Applying for a green card for an employee
July 8, 2016 6:17 PM   Subscribe

We are a small company, just shy of 100 people and applying for a green card for an employee via EB-2 Category. Will the lawyers do everything or do we the HR department need to do something to make this process easier for us?
posted by iNfo.Pump to Law & Government (2 answers total)
 
Best answer: To answer simply, you do need to prepare to do some work. The amount of work will vary by the lawyer, but it will never be 0.

Essentially, as the employer you have to do at least two things to support the petition and process.

1. Define the job, and petition the Department of Labor for a prevailing wage survey to verify that you plan to pay the employee a wage that is aligned with what DOL expect other employees to be paid.

2. Advertise the job and gather applicants, then submit evidence that you can submit to the government showing that none of the American citizens who applied for the job met the requirements stated.

Your lawyers can help with drafting the forms and petitions that support 1 & 2, but you, the employer, have to create the job description that is the basis for Step 1, and you also have to manage the application process in Step 2.

Your lawyers can provide advice, but they don't know your business well enough to know what a relevant job description would look like.
posted by bl1nk at 8:17 PM on July 8, 2016 [1 favorite]


Best answer: just as an addendum, and with an employee bias -- I've worked for 100-150 person companies for the last 15 years. I know how it can be when a company of that size may have only one or two full time staff doing HR (and maybe you're also being an office manager and/or assist executives). I've seen the temptation to just delegate all of this work to the employee or to the hiring manager since they may have more skin in the game.

There are some merits to that, and you should absolutely get the hiring manager involved, at a minimum; but somebody needs to take ownership of the process or it will fail by dint of too many people being too distracted by their "real jobs" to submit all the paperwork before the employee's visa expires. And the consequences of failure are being out $5000 - $10000 in legal fees, damaged morale, and losing an employee who may have to leave as their immigration status falls apart.

So to answer the question of how to make things easier for you, if you trust the hiring manager to be a competent, reliable partner who has a genuine interest in retaining the employee, then absolutely delegate the bulk of the work to them and act as the interface between them and the lawyers. If the manager is disinterested, similarly overburdened, or just unreliable, then having to manage them as well will make the job harder for you. If there's another individual in the hierachy (perhaps higher up) who would be a better partner, then enlist them.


[Task]
Find the string "Models" in the material. Copy every line that has it.

[Data section]

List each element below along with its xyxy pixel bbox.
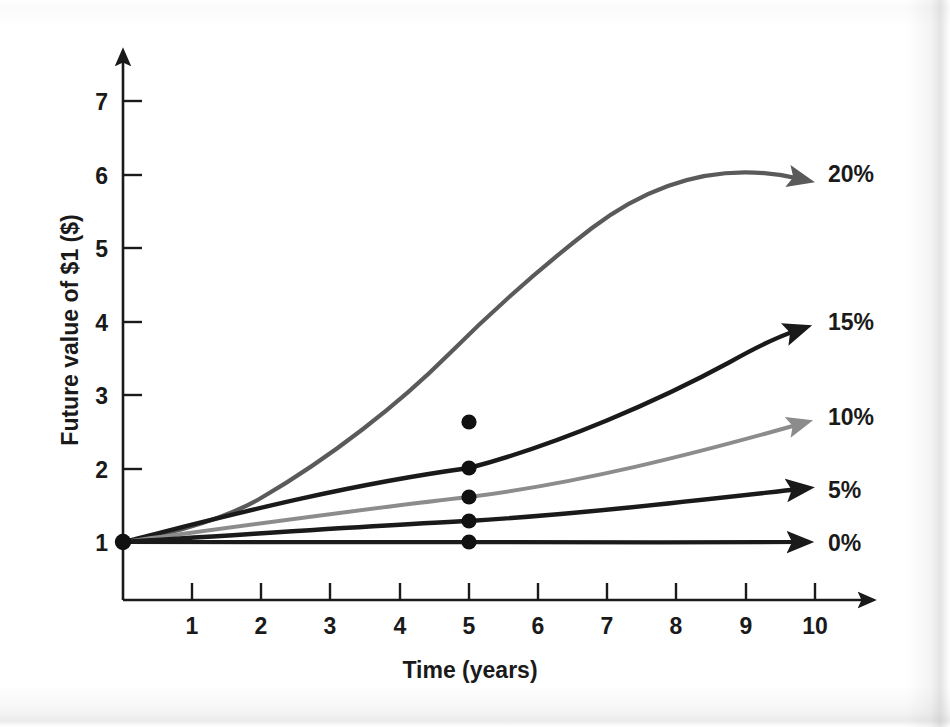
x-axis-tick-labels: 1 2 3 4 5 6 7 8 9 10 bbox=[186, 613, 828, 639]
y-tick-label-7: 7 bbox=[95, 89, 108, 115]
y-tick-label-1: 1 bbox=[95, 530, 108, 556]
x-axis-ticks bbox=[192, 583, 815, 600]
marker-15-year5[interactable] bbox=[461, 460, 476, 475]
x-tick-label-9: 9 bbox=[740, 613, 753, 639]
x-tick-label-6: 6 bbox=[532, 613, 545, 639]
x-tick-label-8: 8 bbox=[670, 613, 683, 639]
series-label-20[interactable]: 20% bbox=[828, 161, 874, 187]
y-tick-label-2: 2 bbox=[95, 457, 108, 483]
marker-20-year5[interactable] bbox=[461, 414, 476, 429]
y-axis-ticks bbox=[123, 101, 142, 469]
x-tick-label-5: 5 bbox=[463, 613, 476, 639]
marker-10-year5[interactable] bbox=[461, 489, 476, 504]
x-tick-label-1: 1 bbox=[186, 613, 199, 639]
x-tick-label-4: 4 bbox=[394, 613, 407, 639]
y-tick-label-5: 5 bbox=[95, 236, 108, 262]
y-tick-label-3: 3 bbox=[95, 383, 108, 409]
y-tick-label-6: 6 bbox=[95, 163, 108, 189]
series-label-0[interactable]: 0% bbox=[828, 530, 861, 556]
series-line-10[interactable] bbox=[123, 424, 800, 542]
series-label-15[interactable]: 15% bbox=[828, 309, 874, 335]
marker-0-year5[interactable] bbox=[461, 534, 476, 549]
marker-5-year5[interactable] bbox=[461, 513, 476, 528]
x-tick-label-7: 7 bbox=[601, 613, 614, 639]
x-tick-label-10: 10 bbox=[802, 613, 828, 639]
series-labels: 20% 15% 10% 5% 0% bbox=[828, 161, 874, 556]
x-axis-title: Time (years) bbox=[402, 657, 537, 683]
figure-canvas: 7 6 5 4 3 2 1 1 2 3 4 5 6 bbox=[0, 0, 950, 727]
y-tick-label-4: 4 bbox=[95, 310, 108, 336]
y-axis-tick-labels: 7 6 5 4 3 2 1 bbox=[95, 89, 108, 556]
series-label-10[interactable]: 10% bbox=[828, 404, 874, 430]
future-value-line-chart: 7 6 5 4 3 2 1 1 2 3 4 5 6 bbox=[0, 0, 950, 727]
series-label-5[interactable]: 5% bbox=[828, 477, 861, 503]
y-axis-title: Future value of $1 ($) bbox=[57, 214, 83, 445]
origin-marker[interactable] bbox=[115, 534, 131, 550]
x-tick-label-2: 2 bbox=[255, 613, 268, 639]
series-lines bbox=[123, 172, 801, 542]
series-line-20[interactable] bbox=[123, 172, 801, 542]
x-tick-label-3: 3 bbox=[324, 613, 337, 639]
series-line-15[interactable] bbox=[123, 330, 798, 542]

==

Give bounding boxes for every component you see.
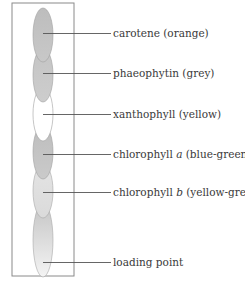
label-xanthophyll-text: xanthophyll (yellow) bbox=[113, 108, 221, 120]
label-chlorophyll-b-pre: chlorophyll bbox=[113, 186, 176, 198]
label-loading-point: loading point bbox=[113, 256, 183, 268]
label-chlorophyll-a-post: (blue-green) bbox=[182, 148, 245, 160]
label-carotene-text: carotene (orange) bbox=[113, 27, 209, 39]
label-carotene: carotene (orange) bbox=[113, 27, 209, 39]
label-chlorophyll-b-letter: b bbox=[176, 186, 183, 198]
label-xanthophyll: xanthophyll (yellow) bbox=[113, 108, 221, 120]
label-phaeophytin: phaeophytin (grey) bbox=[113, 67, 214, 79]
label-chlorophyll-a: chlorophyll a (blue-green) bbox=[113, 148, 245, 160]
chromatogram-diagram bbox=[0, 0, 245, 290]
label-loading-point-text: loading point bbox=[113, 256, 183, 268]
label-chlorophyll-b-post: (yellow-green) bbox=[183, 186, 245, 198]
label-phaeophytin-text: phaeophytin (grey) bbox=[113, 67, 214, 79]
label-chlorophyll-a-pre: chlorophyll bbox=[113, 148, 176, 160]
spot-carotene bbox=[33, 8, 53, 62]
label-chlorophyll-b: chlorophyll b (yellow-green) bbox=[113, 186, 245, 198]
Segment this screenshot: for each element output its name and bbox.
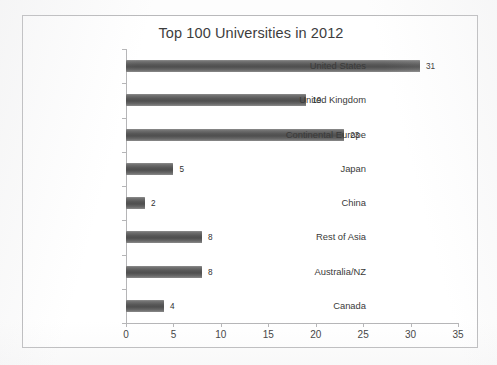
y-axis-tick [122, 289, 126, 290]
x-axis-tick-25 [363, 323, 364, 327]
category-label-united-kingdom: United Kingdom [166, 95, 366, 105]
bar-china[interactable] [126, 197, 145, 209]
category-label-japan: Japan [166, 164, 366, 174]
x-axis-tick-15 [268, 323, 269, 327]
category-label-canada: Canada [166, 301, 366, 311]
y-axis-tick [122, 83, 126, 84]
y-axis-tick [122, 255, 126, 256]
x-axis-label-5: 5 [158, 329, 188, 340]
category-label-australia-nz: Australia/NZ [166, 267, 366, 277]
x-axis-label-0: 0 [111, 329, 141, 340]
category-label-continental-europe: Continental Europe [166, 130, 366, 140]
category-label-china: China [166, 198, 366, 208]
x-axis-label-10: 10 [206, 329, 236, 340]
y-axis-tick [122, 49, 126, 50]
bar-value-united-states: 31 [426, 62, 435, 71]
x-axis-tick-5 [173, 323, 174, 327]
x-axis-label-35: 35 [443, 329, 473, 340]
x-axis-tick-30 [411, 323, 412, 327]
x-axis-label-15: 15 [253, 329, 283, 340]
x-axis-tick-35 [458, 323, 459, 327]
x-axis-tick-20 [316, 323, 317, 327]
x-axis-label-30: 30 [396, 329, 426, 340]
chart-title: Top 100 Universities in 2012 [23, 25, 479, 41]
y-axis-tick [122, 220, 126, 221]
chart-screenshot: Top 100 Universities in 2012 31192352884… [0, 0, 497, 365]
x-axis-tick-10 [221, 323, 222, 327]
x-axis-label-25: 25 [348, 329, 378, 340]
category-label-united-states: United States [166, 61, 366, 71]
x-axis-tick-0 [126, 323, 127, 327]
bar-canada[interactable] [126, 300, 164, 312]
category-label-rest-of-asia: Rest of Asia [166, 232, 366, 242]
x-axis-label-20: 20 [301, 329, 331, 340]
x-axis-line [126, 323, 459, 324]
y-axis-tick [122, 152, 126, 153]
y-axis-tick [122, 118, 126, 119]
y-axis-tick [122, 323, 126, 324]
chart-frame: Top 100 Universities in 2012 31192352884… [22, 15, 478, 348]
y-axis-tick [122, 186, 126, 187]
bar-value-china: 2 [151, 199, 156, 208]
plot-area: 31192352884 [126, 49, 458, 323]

* * *

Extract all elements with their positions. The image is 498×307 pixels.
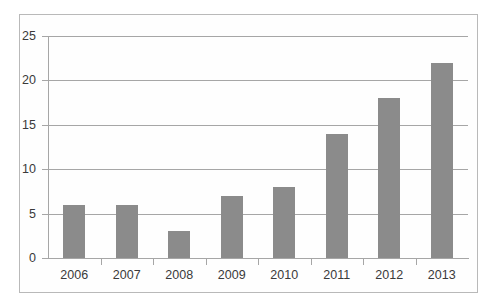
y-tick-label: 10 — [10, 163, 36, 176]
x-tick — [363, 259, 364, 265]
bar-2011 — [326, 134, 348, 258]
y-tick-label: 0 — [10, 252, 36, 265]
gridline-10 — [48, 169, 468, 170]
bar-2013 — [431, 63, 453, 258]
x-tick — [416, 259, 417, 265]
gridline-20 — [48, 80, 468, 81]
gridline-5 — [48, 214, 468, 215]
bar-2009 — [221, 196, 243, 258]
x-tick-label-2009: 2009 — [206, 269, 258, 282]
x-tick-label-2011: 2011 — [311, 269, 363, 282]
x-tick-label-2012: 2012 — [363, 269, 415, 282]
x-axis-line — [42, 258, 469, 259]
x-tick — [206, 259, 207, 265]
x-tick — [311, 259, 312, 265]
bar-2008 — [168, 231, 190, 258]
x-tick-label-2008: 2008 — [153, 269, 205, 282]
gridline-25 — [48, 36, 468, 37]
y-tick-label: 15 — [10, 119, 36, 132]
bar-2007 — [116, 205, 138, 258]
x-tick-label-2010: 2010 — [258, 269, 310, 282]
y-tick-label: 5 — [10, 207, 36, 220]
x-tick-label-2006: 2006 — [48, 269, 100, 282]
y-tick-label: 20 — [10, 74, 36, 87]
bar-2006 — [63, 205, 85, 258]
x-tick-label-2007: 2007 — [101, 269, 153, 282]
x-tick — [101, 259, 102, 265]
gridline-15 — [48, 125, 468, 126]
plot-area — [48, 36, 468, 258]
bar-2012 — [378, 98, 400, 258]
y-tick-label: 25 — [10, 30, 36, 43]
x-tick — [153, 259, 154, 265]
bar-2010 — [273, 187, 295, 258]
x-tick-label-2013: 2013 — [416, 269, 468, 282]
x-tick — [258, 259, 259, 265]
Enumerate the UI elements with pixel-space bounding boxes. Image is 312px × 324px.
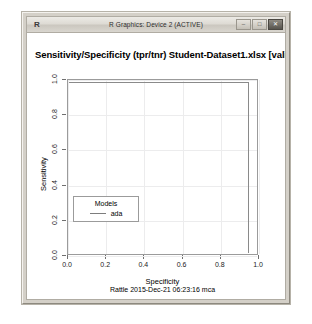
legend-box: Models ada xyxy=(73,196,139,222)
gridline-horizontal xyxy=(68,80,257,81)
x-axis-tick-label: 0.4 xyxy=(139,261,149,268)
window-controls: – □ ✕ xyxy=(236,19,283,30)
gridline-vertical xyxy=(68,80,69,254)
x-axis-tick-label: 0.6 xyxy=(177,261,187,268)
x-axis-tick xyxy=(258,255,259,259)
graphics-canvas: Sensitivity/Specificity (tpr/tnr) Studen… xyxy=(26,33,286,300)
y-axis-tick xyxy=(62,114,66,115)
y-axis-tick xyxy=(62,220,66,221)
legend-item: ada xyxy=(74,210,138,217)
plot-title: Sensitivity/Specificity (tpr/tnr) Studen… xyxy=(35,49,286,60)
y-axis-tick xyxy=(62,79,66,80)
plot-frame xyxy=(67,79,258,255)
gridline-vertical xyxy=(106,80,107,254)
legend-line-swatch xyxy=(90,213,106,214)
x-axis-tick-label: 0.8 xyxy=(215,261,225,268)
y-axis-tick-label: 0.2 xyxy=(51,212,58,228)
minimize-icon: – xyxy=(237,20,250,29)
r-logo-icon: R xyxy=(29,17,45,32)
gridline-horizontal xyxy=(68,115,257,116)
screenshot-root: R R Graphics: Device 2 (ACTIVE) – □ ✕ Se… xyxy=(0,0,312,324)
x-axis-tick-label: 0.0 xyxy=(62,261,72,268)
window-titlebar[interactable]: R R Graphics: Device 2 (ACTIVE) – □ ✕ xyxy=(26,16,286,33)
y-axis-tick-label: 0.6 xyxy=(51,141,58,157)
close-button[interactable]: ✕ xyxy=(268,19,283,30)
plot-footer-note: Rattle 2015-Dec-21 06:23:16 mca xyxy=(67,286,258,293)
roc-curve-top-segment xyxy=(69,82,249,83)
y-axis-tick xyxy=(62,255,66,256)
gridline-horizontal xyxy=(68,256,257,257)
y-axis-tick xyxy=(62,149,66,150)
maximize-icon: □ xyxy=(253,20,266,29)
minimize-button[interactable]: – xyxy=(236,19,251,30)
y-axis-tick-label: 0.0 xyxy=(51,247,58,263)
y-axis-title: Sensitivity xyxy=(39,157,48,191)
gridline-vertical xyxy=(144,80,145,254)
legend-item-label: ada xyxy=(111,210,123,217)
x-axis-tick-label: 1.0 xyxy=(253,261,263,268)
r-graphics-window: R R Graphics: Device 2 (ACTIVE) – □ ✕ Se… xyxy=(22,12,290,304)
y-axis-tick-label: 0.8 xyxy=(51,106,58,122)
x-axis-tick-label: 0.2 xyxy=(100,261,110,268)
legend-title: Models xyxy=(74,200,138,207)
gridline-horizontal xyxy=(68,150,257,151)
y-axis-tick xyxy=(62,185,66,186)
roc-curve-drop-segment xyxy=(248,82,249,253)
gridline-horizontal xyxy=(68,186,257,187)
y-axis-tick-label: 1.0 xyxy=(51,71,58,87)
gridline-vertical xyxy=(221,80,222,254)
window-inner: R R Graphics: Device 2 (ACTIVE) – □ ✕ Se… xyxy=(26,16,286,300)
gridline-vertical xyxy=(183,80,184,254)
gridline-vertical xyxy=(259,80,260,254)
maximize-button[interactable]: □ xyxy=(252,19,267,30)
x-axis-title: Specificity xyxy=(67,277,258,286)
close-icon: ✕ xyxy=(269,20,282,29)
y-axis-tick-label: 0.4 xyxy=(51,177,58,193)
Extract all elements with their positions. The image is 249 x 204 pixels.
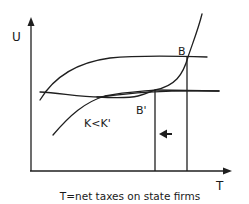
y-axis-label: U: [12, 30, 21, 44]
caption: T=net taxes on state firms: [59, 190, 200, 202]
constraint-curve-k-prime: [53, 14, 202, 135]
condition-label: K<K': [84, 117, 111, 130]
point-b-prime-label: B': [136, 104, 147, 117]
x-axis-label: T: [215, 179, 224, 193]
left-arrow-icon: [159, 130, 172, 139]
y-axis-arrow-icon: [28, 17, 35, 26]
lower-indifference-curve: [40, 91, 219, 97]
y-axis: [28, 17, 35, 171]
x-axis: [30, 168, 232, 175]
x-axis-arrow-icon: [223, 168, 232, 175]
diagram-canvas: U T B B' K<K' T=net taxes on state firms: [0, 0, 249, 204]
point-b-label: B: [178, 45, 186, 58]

[Solved problem]
legend-box: Models ada xyxy=(73,196,139,222)
legend-title: Models xyxy=(74,200,138,207)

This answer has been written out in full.